Denise wasn't meant to open it.' I had been on auto-pilot until then, keeping everything under control, but in that instant a huge wave of rage surged through me. 'The bastard who did this is dead,' I said.
'As good as in the fucking ground.'
I hadn't been speaking to him, but I think I scared Gerry even more.
'Oz, we'd better get the police.'
'Why?' I snapped back at him. 'Because of a small accidental office fire that was put out inside a minute?'
'But it wasn't,' the finance director wailed. 'You know it wasn't.'
'I know fuck all of the sort. I'm looking at a pile of wet black ash here, that's all. Denise is a smoker, isn't she?'
'Yes, but not in the off…' He caught my look and stopped in mid-sentence.
'When's Susie due back?'
'This afternoon, I think. She said she'd have lunch with the guys at the site.'
'She hasn't called in? You haven't said anything to her?'
Gerry's expression was all over the place as he looked at me; he was seeing someone he'd never met before. 'No, she hasn't been in touch.'
'Good. That gives you a chance to get that desk out of here and off to the scrapper.'
'But what'll I tell Susie?'
'Nothing. That's my job. I'll decide what to tell her, but I do not want this incident going public. Understood?'
I've come to believe that life is a constant stream of irony, of gut-wrenching, jaw-dropping perversity. I'd no sooner given Gerry Meek the heavy message than the sound of sirens invaded the office, growing louder and louder until there was no doubt about their destination. I looked out through the Venetian blinds, and gave a crazy laugh as a police traffic car, all day-glo flashes and blue lights, drew to a halt right outside the window.

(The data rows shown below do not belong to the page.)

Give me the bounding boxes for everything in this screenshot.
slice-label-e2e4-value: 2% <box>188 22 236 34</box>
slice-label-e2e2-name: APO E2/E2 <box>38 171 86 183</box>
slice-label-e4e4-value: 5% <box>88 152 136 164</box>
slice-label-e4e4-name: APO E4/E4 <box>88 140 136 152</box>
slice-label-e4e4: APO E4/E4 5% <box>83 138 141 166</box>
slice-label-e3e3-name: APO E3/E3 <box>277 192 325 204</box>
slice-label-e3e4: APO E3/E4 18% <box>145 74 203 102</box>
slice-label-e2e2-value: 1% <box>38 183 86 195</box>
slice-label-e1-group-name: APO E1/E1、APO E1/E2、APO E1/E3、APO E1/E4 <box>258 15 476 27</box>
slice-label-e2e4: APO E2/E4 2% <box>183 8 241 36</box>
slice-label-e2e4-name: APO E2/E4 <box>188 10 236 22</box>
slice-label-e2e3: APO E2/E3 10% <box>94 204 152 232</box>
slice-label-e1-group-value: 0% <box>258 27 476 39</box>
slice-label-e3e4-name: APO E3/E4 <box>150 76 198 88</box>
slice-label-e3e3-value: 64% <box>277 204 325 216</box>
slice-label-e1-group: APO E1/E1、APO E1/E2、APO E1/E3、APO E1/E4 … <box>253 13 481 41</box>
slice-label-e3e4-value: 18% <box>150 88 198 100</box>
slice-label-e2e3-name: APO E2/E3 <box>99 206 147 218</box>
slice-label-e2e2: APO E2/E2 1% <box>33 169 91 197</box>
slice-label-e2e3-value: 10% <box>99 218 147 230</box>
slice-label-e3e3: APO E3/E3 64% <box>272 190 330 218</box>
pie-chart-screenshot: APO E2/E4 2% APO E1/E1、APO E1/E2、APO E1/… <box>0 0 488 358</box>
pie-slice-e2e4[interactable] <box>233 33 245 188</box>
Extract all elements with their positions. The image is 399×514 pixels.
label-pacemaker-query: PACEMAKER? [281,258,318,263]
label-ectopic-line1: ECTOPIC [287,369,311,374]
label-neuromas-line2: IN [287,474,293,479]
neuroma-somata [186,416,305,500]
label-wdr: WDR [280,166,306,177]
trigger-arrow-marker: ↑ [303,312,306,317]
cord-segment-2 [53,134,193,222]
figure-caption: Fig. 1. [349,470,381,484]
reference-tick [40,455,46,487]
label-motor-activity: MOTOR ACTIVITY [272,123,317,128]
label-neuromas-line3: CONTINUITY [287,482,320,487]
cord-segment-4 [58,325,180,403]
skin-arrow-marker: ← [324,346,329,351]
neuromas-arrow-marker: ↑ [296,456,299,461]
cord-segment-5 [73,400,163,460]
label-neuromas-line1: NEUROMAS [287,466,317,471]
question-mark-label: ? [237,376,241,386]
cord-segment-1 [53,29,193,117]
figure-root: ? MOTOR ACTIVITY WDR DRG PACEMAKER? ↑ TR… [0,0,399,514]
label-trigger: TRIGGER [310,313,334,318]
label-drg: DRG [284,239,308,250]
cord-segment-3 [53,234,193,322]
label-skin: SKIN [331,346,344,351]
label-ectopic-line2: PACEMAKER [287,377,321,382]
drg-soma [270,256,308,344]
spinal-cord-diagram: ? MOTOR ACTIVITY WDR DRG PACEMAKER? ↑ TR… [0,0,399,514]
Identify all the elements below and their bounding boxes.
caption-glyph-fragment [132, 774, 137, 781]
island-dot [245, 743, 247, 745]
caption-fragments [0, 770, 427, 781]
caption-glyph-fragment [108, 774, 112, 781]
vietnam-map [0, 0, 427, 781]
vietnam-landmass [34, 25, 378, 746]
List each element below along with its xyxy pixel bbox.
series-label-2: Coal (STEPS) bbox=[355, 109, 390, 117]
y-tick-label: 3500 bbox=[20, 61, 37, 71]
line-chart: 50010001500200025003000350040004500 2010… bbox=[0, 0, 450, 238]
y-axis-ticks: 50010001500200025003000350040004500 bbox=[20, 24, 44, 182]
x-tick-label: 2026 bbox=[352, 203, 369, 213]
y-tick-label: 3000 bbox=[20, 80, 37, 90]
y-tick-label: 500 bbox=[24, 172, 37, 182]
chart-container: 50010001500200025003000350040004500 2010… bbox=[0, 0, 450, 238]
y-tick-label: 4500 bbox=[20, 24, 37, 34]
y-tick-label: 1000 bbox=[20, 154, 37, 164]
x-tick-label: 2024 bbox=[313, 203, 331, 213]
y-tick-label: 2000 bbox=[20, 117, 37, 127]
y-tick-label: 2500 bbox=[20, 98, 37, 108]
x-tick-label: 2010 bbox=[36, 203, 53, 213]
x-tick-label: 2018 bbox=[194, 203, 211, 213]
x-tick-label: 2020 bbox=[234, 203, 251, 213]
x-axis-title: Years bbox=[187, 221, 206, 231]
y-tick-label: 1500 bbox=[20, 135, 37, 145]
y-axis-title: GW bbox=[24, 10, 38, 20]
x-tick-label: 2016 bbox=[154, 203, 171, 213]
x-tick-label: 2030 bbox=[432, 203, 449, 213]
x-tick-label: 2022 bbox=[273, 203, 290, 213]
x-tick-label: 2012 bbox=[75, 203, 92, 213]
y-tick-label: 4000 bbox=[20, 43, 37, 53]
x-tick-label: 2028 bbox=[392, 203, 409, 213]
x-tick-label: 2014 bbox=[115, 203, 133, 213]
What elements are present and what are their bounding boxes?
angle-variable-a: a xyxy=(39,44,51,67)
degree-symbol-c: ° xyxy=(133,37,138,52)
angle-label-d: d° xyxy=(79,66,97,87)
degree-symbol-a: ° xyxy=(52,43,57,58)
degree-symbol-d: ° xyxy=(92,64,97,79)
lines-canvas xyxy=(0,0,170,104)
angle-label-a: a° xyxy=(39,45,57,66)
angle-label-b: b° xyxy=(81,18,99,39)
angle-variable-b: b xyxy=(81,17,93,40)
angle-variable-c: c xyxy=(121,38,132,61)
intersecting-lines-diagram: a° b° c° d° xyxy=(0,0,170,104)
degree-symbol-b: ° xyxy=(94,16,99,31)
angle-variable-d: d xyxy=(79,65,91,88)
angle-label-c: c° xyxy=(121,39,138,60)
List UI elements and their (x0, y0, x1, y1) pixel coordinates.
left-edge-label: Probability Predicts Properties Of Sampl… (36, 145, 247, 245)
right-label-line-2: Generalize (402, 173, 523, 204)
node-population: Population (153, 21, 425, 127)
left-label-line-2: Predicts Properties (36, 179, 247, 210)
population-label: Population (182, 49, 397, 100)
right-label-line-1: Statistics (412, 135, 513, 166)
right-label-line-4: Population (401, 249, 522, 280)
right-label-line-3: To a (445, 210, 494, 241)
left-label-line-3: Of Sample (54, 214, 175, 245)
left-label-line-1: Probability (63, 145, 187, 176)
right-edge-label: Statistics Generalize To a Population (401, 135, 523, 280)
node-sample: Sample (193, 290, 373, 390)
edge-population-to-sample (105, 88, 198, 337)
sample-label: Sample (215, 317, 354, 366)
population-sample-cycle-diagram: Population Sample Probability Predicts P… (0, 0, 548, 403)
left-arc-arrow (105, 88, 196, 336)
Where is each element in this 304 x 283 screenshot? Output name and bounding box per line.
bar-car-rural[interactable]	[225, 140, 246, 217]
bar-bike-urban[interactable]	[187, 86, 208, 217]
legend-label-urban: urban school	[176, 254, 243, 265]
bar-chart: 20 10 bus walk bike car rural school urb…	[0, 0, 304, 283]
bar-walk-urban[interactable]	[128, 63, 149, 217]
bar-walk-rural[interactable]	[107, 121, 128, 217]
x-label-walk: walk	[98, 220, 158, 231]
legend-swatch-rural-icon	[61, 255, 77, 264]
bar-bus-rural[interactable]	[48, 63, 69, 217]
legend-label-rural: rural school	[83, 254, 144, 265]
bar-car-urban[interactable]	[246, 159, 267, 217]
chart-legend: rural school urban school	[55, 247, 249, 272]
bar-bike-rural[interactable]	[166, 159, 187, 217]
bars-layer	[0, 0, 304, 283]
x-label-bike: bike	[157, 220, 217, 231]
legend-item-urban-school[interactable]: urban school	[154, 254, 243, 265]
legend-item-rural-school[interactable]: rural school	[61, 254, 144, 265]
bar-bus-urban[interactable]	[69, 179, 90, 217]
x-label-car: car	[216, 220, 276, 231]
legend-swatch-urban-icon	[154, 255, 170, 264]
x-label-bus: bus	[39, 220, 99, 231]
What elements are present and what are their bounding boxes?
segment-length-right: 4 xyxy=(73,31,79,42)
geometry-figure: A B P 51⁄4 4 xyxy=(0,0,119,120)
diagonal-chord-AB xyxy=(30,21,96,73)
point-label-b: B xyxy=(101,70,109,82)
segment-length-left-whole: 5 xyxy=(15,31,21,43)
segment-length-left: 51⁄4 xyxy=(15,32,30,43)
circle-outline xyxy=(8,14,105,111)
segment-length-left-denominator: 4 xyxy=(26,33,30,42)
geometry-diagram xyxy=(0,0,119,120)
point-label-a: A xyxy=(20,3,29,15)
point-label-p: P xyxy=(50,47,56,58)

'Tell them we don't want any,' I said to Jay. No way could I trust Gerry to smooth talk coppers in his condition. The state he was in, give him thirty seconds and he'd have confessed to shooting Bambi's mother.
As Jay went off to talk to Mr. Plod, I walked into Susie's office and sat behind her desk. My agitated fellow director followed me in, but I paid him no attention as I sat in my wife's chair and swivelled it around, looking out at the bright morning and trying to get a handle on what was happening. Eventually I formed my mental ducks into something resembling a row. I swung the chair round and turned back to Gerry.
'Before you packed Denise off home, did she say anything about the package?' I asked.